#### EXERCISE MATERIAL:
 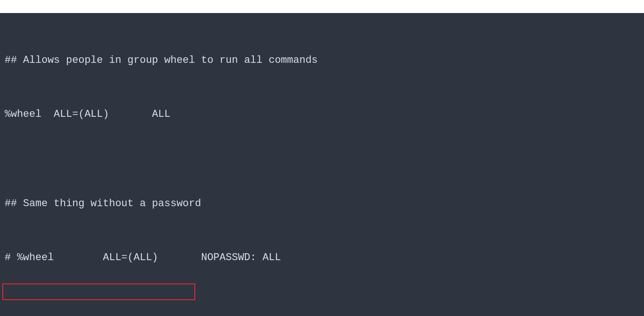 I want to click on terminal-line: ## Same thing without a password, so click(x=322, y=204).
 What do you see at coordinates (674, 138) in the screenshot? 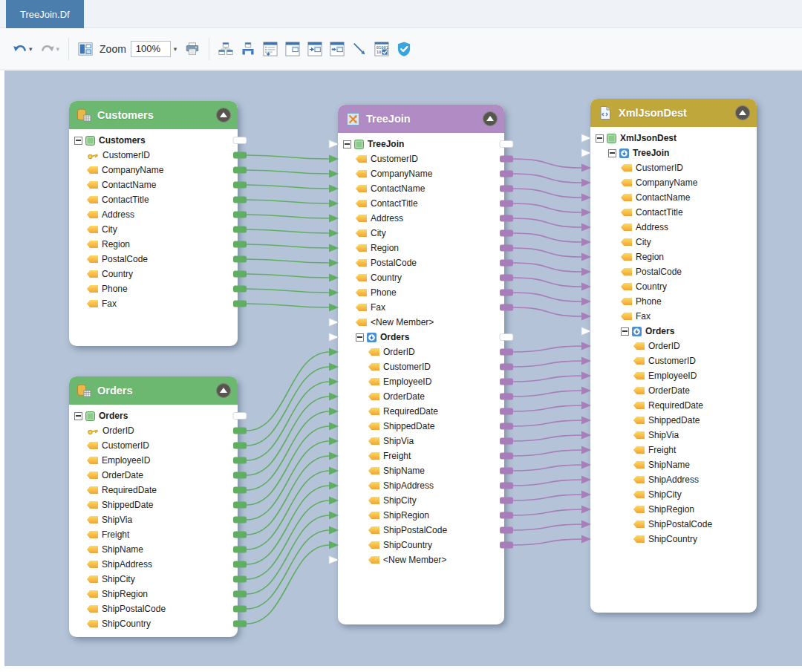
I see `tree-row: XmlJsonDest` at bounding box center [674, 138].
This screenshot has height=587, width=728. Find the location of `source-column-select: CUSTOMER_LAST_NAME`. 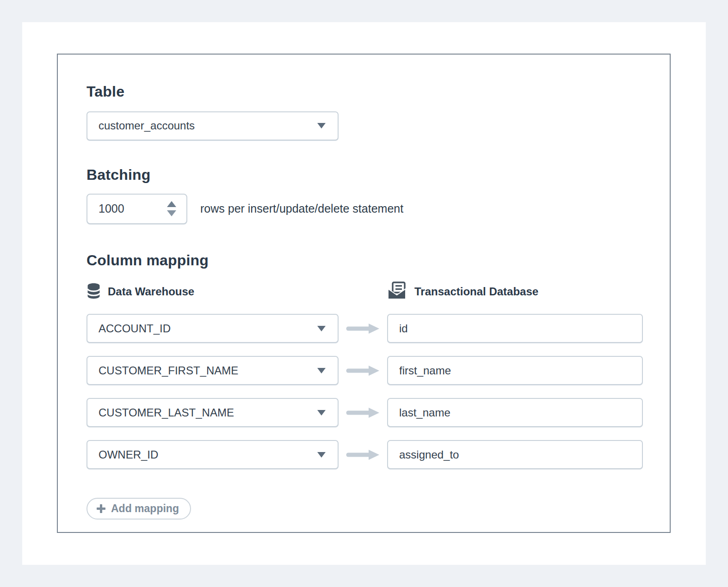

source-column-select: CUSTOMER_LAST_NAME is located at coordinates (213, 412).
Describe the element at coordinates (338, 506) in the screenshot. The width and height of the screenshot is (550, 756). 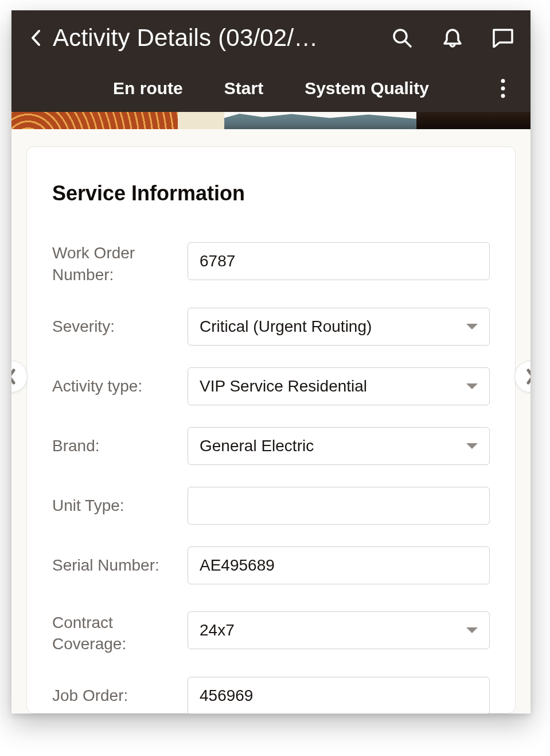
I see `unit-type-input` at that location.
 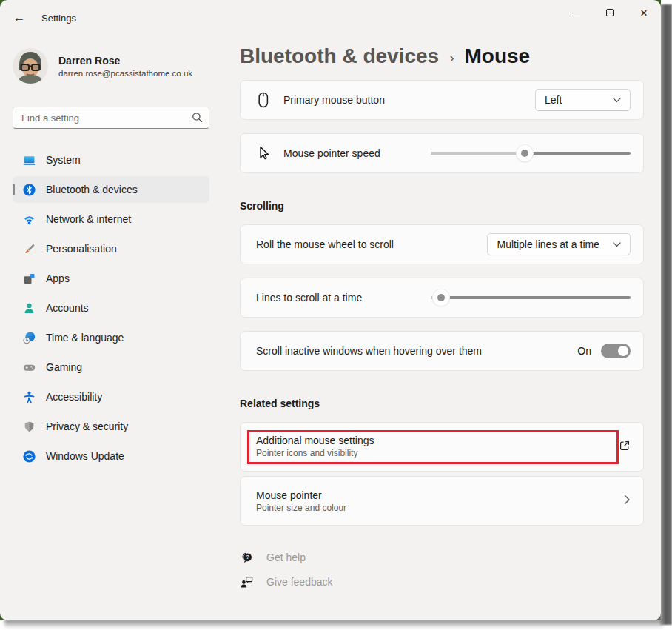 What do you see at coordinates (442, 153) in the screenshot?
I see `setting-card-pointer-speed: Mouse pointer speed` at bounding box center [442, 153].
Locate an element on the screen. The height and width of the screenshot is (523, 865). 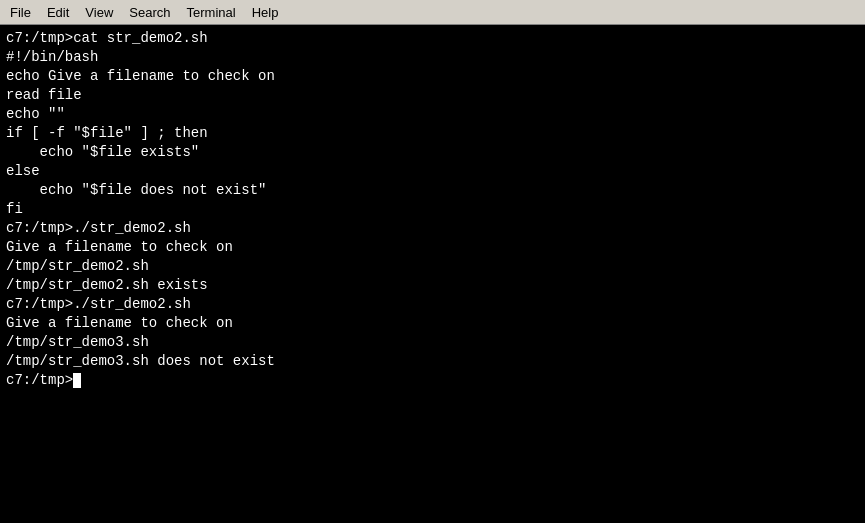
terminal-line: /tmp/str_demo2.sh is located at coordinates (432, 266).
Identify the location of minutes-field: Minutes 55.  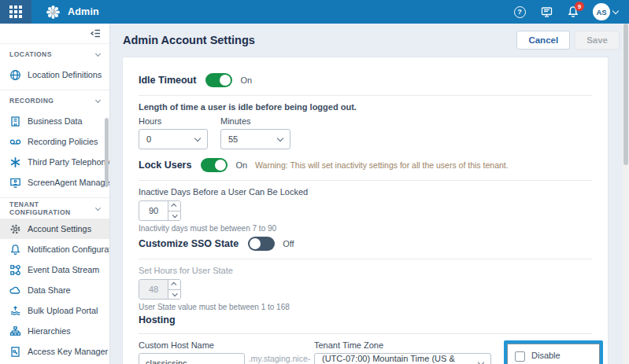
(255, 133).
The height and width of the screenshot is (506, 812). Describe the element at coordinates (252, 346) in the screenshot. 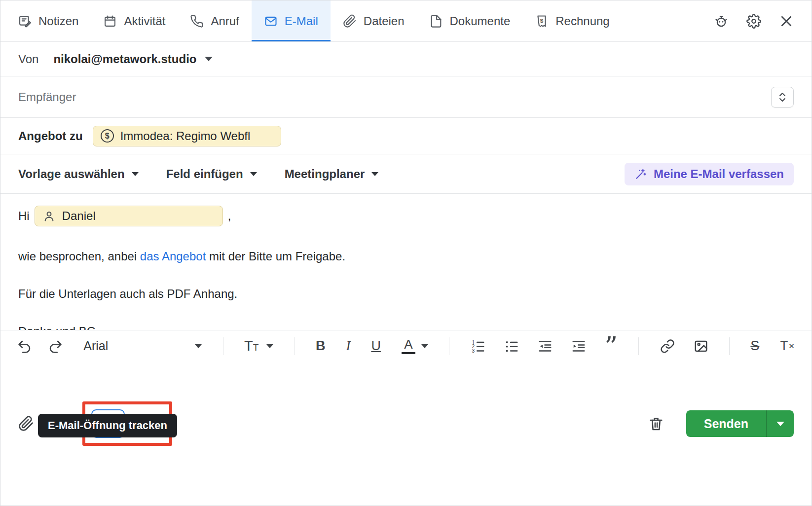

I see `font-size-icon: TT` at that location.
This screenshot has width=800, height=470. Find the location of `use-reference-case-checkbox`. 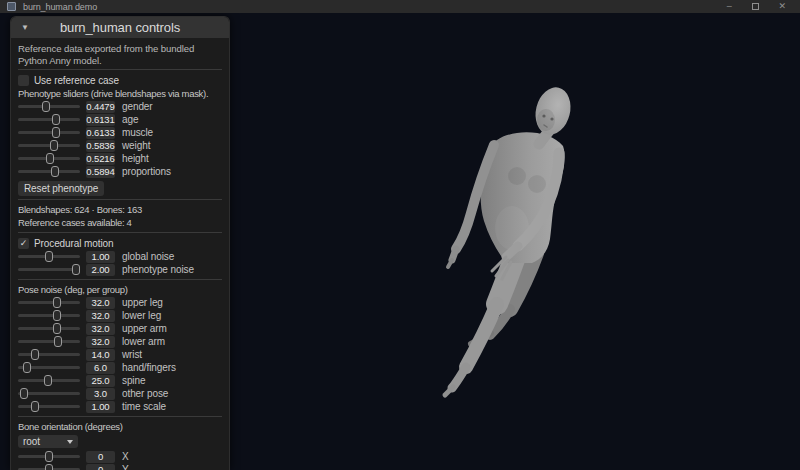

use-reference-case-checkbox is located at coordinates (24, 80).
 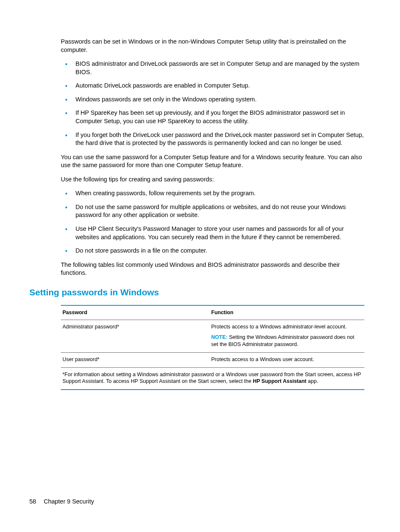 What do you see at coordinates (279, 327) in the screenshot?
I see `function-text: Protects access to a Windows administrat…` at bounding box center [279, 327].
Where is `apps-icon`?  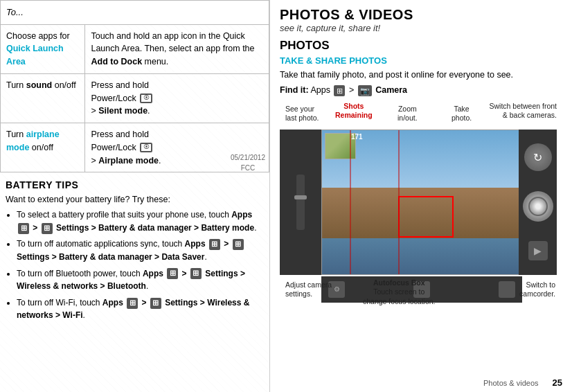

#### EXERCISE DIRECTIONS:
Please transcribe exactly the line containing "Identify the location" and every later line through the end of the records above, omitting pictures.

#### EXERCISE RESPONSE:
Identify the location of minutes-field: Minutes 55.  
(255, 133).
The height and width of the screenshot is (506, 812). Describe the element at coordinates (252, 346) in the screenshot. 

I see `font-size-icon: TT` at that location.
This screenshot has width=800, height=470. Find the location of `use-reference-case-checkbox`. 

use-reference-case-checkbox is located at coordinates (24, 80).
  What do you see at coordinates (279, 327) in the screenshot?
I see `function-text: Protects access to a Windows administrat…` at bounding box center [279, 327].
Where is `apps-icon`?  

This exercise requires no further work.